What is the use of percent signs (%) at the end of lines? (Why is my macro creating extra space?)

The short answer is what others have said, % starts a comment that goes to the end of the line. The normal effect is that it doesn't insert the space (or a \par) from the newline.

The longer answer is that as TeX parses its input, it reads the input file line by line. It strips off tailing whitespace (including any carriage return and newline) and then appends a character corresponding to the number in the \endlinechar register (provided it isn't -1 or greater than 255). By default, the value is 13 which corresponds to an ASCII carriage return. (TeX denotes this by ^^M.) You can change this register to be any value.

Unless the category codes have been changed (e.g., by the \obeylines macro), ^^M has category code 5, or end of line. When TeX reaches an end of line character, it discards the rest of the line and does one of three things: nothing, insert a space token, or insert a \par token, depending on what state TeX was in (S, M, or N, respectively).

So what does this have to do with %? Well, since the comment character causes TeX to ignore the rest of the input line, the end of line character that got appended gets ignored too.

This can frequently be important when playing around with category codes of ^^M (again, using \obeylines or similar).

The long answer is contained in Chapter 8 of The TeXbook.

One final use that no one has mentioned is that it is sometimes necessary for the line to end with a space character and not a end of line character. One example is that a backslash followed by a space is different than a backslash followed by a newline:

\show\ 
\show\ %

In the first line, there's a space following the \, but it'll get stripped off as described so what you get instead \^^M as you can see by what TeX prints out.

> \^^M=macro:
->\ .

That is, \^^M is a macro that expands to a control space: . In the second case, the comment prevents the space from being stripped off and the end of line char is ignored. TeX prints out the following.

> \ =\ .

That is, is a TeX primitive (see control space in either The TeXbook or TeX by Topic).

The usual reason for % is suppressing spaces in macro definitions. Consider the macros \nopercents and \percents below.

\documentclass{minimal}
\newcommand*\bracket[1]{[#1]}%
\newcommand*\nopercents[1]{
    \bracket{#1}
}
\newcommand*\percents[1]{%
    \bracket{#1}%
}
\begin{document}
X\nopercents{blah}X

X\percents{blah}X
\end{document}

Superficially, they appear to do the same thing: pass their input to \bracket. The difference is that the newlines becomes space tokens in \nopercents but are ignored in \percents due to the %. So X\nopercents{blah}X expands to X [blah] X whereas X\percents{blah}X expands to X[blah]X.

Addendum regarding spaces at the beginning of a line.

A % only swallows whatever follows it on a line. It does not have any effect on white spaces that begin the next line. Under most circumstances, spaces at the beginning of a line are ignored by TeX itself. There are a couple of exceptions:

  • When the line is otherwise entirely blank, it is interpreted as a paragraph break.

  • When \obeyspaces is in effect, every space is carried into the output; this is true within verbatim mode and can also be requested explicitly.

If \obeyspaces is in effect while a command or environment is being defined, if the definition occupies more than one line, any spaces at the beginning of a continuation line will be preserved in the definition. Indentation is often used in defining commands or environments to make the code easier to understand (usually a good thing), but while \obeyspaces is in effect, this has an unwelcome result and should be avoided. \obeyspaces should normally be used only within a delimited scope ({ } or \begingroup ... \endgroup) to avoid unwanted results.


You already got lots of answers. You can also just experiment yourself:

\documentclass{article}
\begin{document}
Hello%
world!
\end{document}

Try compiling this with and without the %. Then you see yourself that the % makes the space produced by the newline disappear. (Note that you'll still get the space if you write Hello % with a space before the % – try it out!) All the details are given in TH's great answer.


A percent sign, %, allows to end a line without generating a space character -- very useful when writing macros.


* Goal of the exercise *
The following entries are to be repeated exactly, and the pictures are to be left behind.

* Items from a figure collection *
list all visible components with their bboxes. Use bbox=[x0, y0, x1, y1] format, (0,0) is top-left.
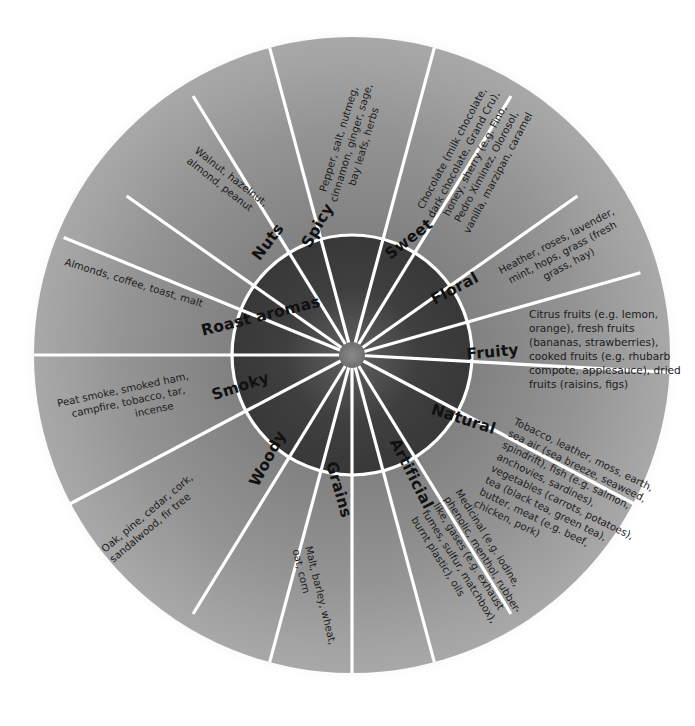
svg-text:cooked fruits (e.g. rhubarb: cooked fruits (e.g. rhubarb bbox=[529, 350, 671, 362]
flavour-wheel-diagram: Spicy Sweet Floral Fruity Natural Artifi… bbox=[0, 0, 695, 726]
svg-text:fruits (raisins, figs): fruits (raisins, figs) bbox=[529, 378, 628, 390]
wheel-hub bbox=[339, 342, 365, 368]
svg-text:compote, applesauce), dried: compote, applesauce), dried bbox=[529, 364, 681, 376]
svg-text:Citrus fruits (e.g. lemon,: Citrus fruits (e.g. lemon, bbox=[529, 308, 658, 320]
svg-text:orange), fresh fruits: orange), fresh fruits bbox=[529, 322, 635, 334]
svg-text:(bananas, strawberries),: (bananas, strawberries), bbox=[529, 336, 658, 348]
wheel-canvas: Spicy Sweet Floral Fruity Natural Artifi… bbox=[0, 0, 695, 726]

* Task answer *
list all visible components with their bboxes. Use bbox=[x0, y0, x1, y1] format, (0,0) is top-left.
svg-text:cooked fruits (e.g. rhubarb: cooked fruits (e.g. rhubarb bbox=[529, 350, 671, 362]
flavour-wheel-diagram: Spicy Sweet Floral Fruity Natural Artifi… bbox=[0, 0, 695, 726]
svg-text:fruits (raisins, figs): fruits (raisins, figs) bbox=[529, 378, 628, 390]
wheel-hub bbox=[339, 342, 365, 368]
svg-text:compote, applesauce), dried: compote, applesauce), dried bbox=[529, 364, 681, 376]
svg-text:Citrus fruits (e.g. lemon,: Citrus fruits (e.g. lemon, bbox=[529, 308, 658, 320]
svg-text:orange), fresh fruits: orange), fresh fruits bbox=[529, 322, 635, 334]
svg-text:(bananas, strawberries),: (bananas, strawberries), bbox=[529, 336, 658, 348]
wheel-canvas: Spicy Sweet Floral Fruity Natural Artifi… bbox=[0, 0, 695, 726]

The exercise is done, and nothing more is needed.